Colour hasn’t changed – it is invariably bright, differentiated for intensity, built with several layers even within one spot; colours glow and sometimes even shine.
Paintings vibrate with contrastive forms; whole bunches of sharp, tiny, unearthly landscape elements suddenly appear among wide, overflowing, dark and violet shapes. They settle down inside this dark, muffled space and shine, just like night lights.
Landscapes, broken into dozens of tiny shapes appear suddenly and then, in a moment, we have a painting made of a few huge, synthetic planes. It is important that each painting is preceded with a series of drawings of nature and local piedmont landscape; next the artist makes a water-colour version and only then is it moved to canvas. In one painting procedures used by Kadinski and Modrian can be seen, in which they, within few years, simplified trees or objects to a clear, painting construction. This is what Marek Niedojadlo does every time from the beginning and stops at different levels of generalization. Landscape thus becomes a concert of painting forms – sometimes structural, sometimes skeletal, sometimes impressional or urgently moved; colours become more and more abstract and landscape is scenographic, like it was built in a closed space.

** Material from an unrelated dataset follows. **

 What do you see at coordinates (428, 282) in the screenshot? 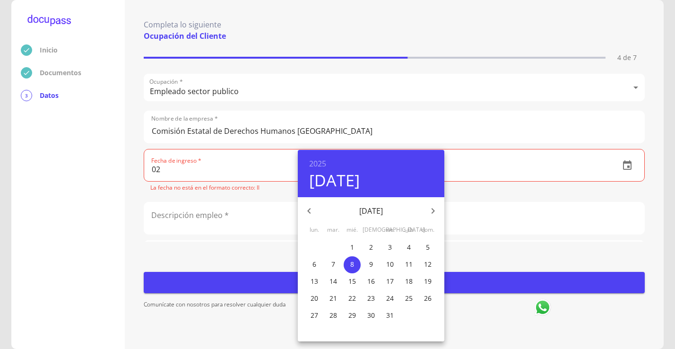
I see `button: 19` at bounding box center [428, 282].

All the time you get the impression that it is a play of two realities; that possible mingles with impossible in the landscape.

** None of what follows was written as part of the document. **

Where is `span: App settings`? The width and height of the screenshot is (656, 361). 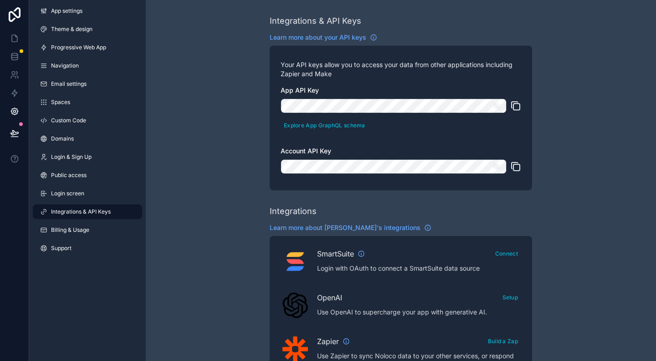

Marek Niedojadlo’s painting from the last few years is more and more aggressive and urgently moved. Spaces are almost like a whirling universe. Still noticeable construction of a more and more only signalized landscape seems to weigh down under the piles of forms. Drawing of forms, previously seen in these paintings, disappears and space is built almost only of spots. In this series of paintings there are mostly brown, violet, orange and red tones. As it was before, beams of light appear on the horizon, like there was, somewhere in the deep, a secret – if we assume (according to unyielding tradition) that light is a symbol of the touch of absolute.
Marek Niedojadlo’s painting is therefore still evolving and landscape becomes somewhat a metaphor of human cosmos – cosmos which human manages to imagine while being yet another cosmos and living inside nature.
This painting, this landscape is continually opened.